The Standing Rock Fire Is Visible All Over the United States

Photo credit: Getty
Photo credit: Getty

From Esquire

ATLANTA-The battle on the ground against pipelines, and against the money power behind them, which is the more important of the two fights, has coincided with another phenomenon-namely, a revival of large-scale and visible political activism among the Native American tribes, especially in the Plains states of the Midwest. The most visible manifestation, of course, was the Standing Rock protest against the Dakota Access pipeline. On Tuesday, the protesters broke camp, burning their camp in a final act of defiance. James LaMere, of the Winnebago people in Nebraska, had a son who spent four months at Standing Rock. On Thursday, LaMere, the vice-chairman of the Nebraska Democratic Party, still hadn't heard from him.

"I get word from him from time to time and I say, whatever you do, I support it," LeMere said. "I don't understand it, totally, but I support it."

LaMere's activism goes back to the heady days of the 1970s, when the American Indian Movement was formed. AIM became the primary voice for the rights of native peoples and its encounters with political authority were not always peaceful. In February of 1973, AIM activists occupied the site of the Wounded Knee massacre of 1890. Two years later, another incident at the Pine Ridge Reservation in South Dakota ended with two FBI agents and a Native man shot to death. This was the action that sent AIM leader Leonard Peltier to prison for life. In 1978, AIM disbanded. Activism among the tribes continued fitfully ever since, but nothing happened that was at the level of the current movement to protect the water and the land by opposing the projects of the extraction industries. This is what happened at Standing Rock, but Native peoples also were an integral part of the coalition that fought and beat the Keystone XL pipeline, which the administration has said it will arrange to revive. Nebraska is waiting again.

"I can tell you that activism transcends the generations, it just takes a new form now," LaMere said. "In 1973, and the late-'90s, we did not have social media. The explosion of social media has been beneficial to us. The heart, the commitment, the frustration of Native people as regards mother Earth has always been there.

"I can tell you that activism transcends the generations, it just takes a new form now."

"It manifested itself at Standing Rock and it will continue to manifest itself in Nebraska at Keystone. I want to share with you-in Nebraska, when we looked at it, there was the Omahas, the Winnebagos, the Poncas, the Pawnees, the Lakotas, they consecrated the ground on which we live, so that we could grow and flourish. Covenants were made between the people and the Creator of all things, and covenants must be respected. We were stewards of the land in exchange for bountiful harvests and we promised that we would take care of mother Earth. Stewardship has changed now, but the covenant is still there."

It is easy to dismiss this kind of talk as some kind of vestigial quasi-religious incantation instead of serious policy proposals, but the essence of what LaMere makes at least as much sense as letting a foreign company with a terrible safety record run a pipeline full of the world's most poisonous fossil fuel through some of the most arable farmland in the world.

"Covenants have been made and covenants must be respected. We do not live up to it, I believe, mother Earth will simply take it from us. That's how I see it. That's the faith I was raised in. You take care of it, or it will be taken from you. There's a feeling among the new stewards that, maybe, we can fine-tune that covenant, but you can't. The most bountiful harvests in the world are in Nebraska and those come about because of prayers over 10,000 years by the first Nebraskans. It's a complex issue but, when all else fails, figure out why it is the way it is, and why we thrive there."

Given the history that need not be recounted here, it's a wonder that Native people bother with conventional politics at all. But we should be glad that they do. In a vast and ancient sense, they're better citizens than most of us are.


→ **Exercise goal**: Lines where the string "brand" appears are to be copied from the entries below.
━━━ Data in this exercise ━━━
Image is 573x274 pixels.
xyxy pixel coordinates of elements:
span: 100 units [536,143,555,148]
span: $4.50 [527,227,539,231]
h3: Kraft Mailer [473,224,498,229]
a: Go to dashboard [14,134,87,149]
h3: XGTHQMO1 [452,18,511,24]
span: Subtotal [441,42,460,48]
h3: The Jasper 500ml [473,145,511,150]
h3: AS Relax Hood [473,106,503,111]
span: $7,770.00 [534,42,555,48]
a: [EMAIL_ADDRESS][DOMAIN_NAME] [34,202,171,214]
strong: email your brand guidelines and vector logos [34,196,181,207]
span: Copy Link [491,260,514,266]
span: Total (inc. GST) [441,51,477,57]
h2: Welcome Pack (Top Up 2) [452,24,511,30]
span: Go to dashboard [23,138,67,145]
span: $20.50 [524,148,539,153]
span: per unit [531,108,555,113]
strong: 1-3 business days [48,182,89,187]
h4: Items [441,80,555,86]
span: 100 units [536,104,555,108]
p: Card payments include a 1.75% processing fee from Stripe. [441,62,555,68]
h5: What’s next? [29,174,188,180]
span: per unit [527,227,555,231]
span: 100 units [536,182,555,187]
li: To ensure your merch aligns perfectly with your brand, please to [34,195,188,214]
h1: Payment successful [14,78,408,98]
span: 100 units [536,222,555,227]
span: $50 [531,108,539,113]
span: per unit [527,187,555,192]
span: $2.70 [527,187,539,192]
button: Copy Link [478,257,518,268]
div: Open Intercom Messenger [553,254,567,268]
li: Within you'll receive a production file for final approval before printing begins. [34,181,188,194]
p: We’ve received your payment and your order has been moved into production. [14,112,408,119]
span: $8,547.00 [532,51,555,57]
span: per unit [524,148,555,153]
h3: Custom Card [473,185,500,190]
━━━
→ **Result of this exercise**:
strong: email your brand guidelines and vector logos [34,196,181,207]
li: To ensure your merch aligns perfectly with your brand, please to [34,195,188,214]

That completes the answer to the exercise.